Daniel Carter, Andrew Barker & Sabir Mateen
Daniel Carter Sabir Mateen
Daniel Carter & Sabir Mateen’s trio with percussionist Andrew Barker; incessantly driving forward through sweat-drenched bursts of pure ecstatic freedom.
Arika have been creating events since 2001. The Archive is space to share the documentation of our work, over 600 events from the past 20 years. Browse the archive by event, artists and collections, explore using theme pairs, or use the index for a comprehensive overview.
Daniel Carter & Sabir Mateen’s trio with percussionist Andrew Barker; incessantly driving forward through sweat-drenched bursts of pure ecstatic freedom.
Film and sound stripped of ‘content’ and experienced spatially, to be looked at not on the screen but in the space of the gallery
Each film in this programme celebrates process; the decay of emulsion, the properties of dust and dirt, the manipulation of time. Post the dawn of the digital age, we reflect on our love of the film form, celluloid as an object, a medium and a physical entity.
Now a two day festival, INSTAL 04 was borne of a desire to open eyes, challenge audiences and expand musical horizons. This was also the year in which a certain representative from Corwood Industries made his first ever live appearance.
A beautifully crisp, slowly evolving duo for cello and projected images. Abstract but still figurative; change only noticeable after the fact.
Has neoliberal capitalism locked down social experience? Are our seemingly subjective desires, our identities, pre-packaged by dominating social structures?
Out holler/ howl of English pukenoise posterboys exploded by incessant insect chatter of Northern fug dweller.
A Study Session focused on the thinking of Ailton Krenak – one of the great leaders of the Brazilian indigenous movement – led by curators and artists Amilcar Packer Arissana Pataxó.
Percussion used to explore the social construction of space
A programme looking at landscape, filmic or architectural spaces and at how the fixed stare of a camera frame only captures so much reality; here we focus on how filmmakers structure our relationship with that reality and at how they relate it to or interpret it through sound.
Mashed up queer fantasy of worker’s revolts, biblical demons and present-day hells, and dubbed out cyborg-electro.
Blissed-out sun-dappled drone ragas of the highest order, with a metal-tinged signature sound of plucked and bowed strings.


## THE TASK
Quote the records beneath, complete and exact. Leave out images.

╭─ RECORD EXCERPTS

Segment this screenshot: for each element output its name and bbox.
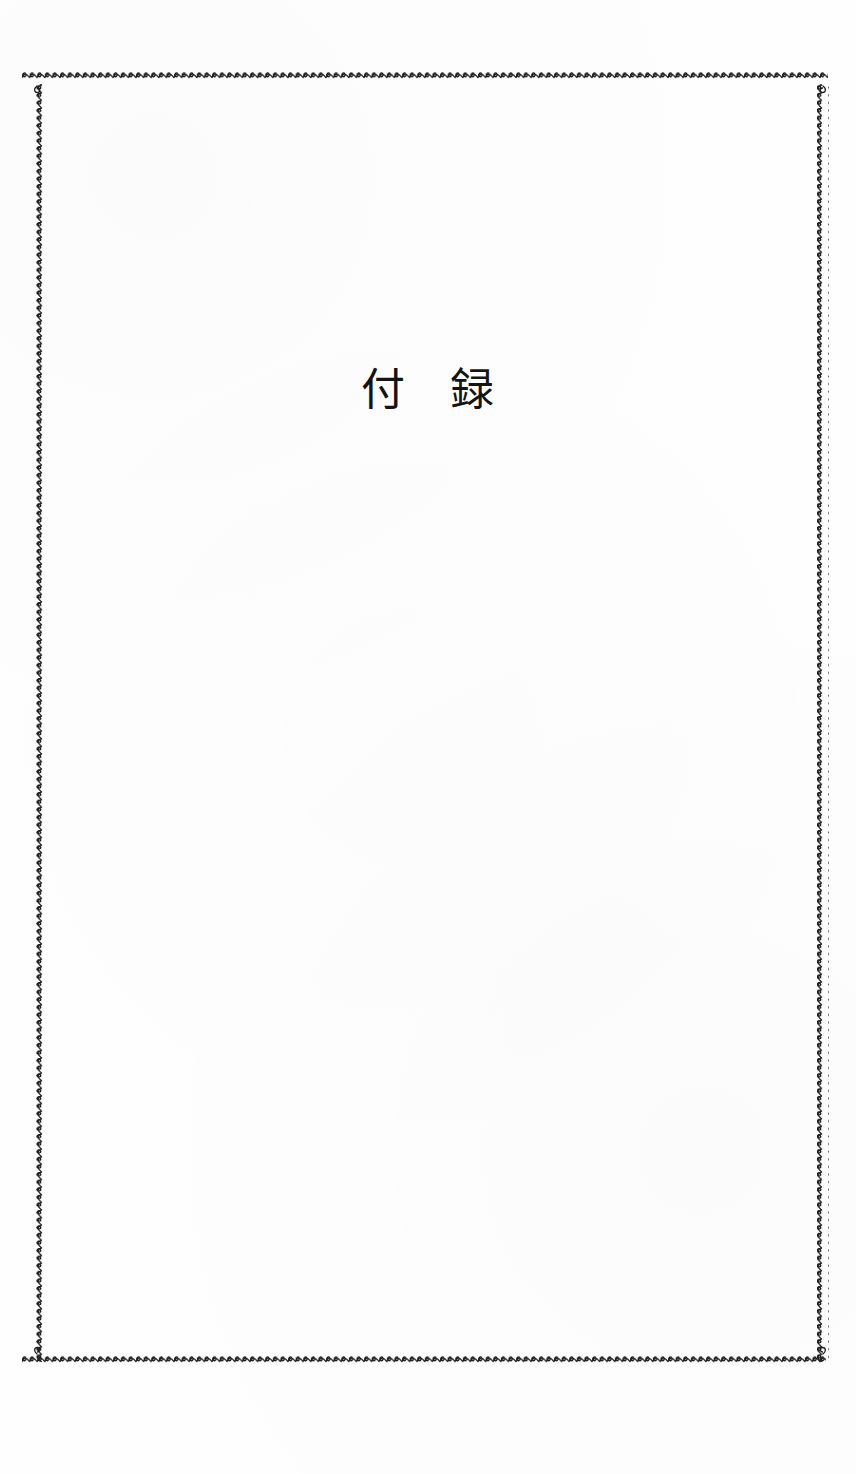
page-title: 付 録 <box>0 368 856 412</box>
border-top-rail <box>22 71 828 83</box>
border-bottom-rail <box>22 1356 826 1368</box>
page-body-blank-area <box>40 450 820 1350</box>
border-corner-top-right <box>820 86 825 93</box>
border-corner-bottom-left <box>35 1348 40 1355</box>
page-title-text: 付 録 <box>361 368 496 412</box>
book-page: 付 録 <box>0 0 856 1474</box>
border-corner-top-left <box>35 86 40 93</box>
border-corner-bottom-right <box>820 1348 825 1355</box>
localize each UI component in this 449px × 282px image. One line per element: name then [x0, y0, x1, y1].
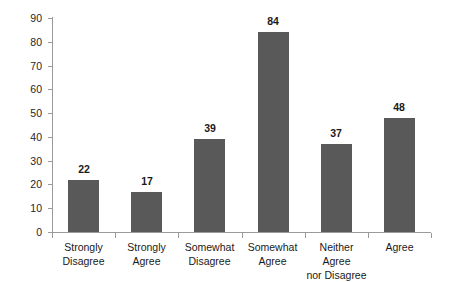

╰─

## RESULT
Segment this screenshot: for each element output its name and bbox.
page-title: 付 録 <box>0 368 856 412</box>
border-top-rail <box>22 71 828 83</box>
border-bottom-rail <box>22 1356 826 1368</box>
page-body-blank-area <box>40 450 820 1350</box>
border-corner-top-right <box>820 86 825 93</box>
border-corner-bottom-left <box>35 1348 40 1355</box>
page-title-text: 付 録 <box>361 368 496 412</box>
book-page: 付 録 <box>0 0 856 1474</box>
border-corner-top-left <box>35 86 40 93</box>
border-corner-bottom-right <box>820 1348 825 1355</box>
localize each UI component in this 449px × 282px image. One line per element: name then [x0, y0, x1, y1].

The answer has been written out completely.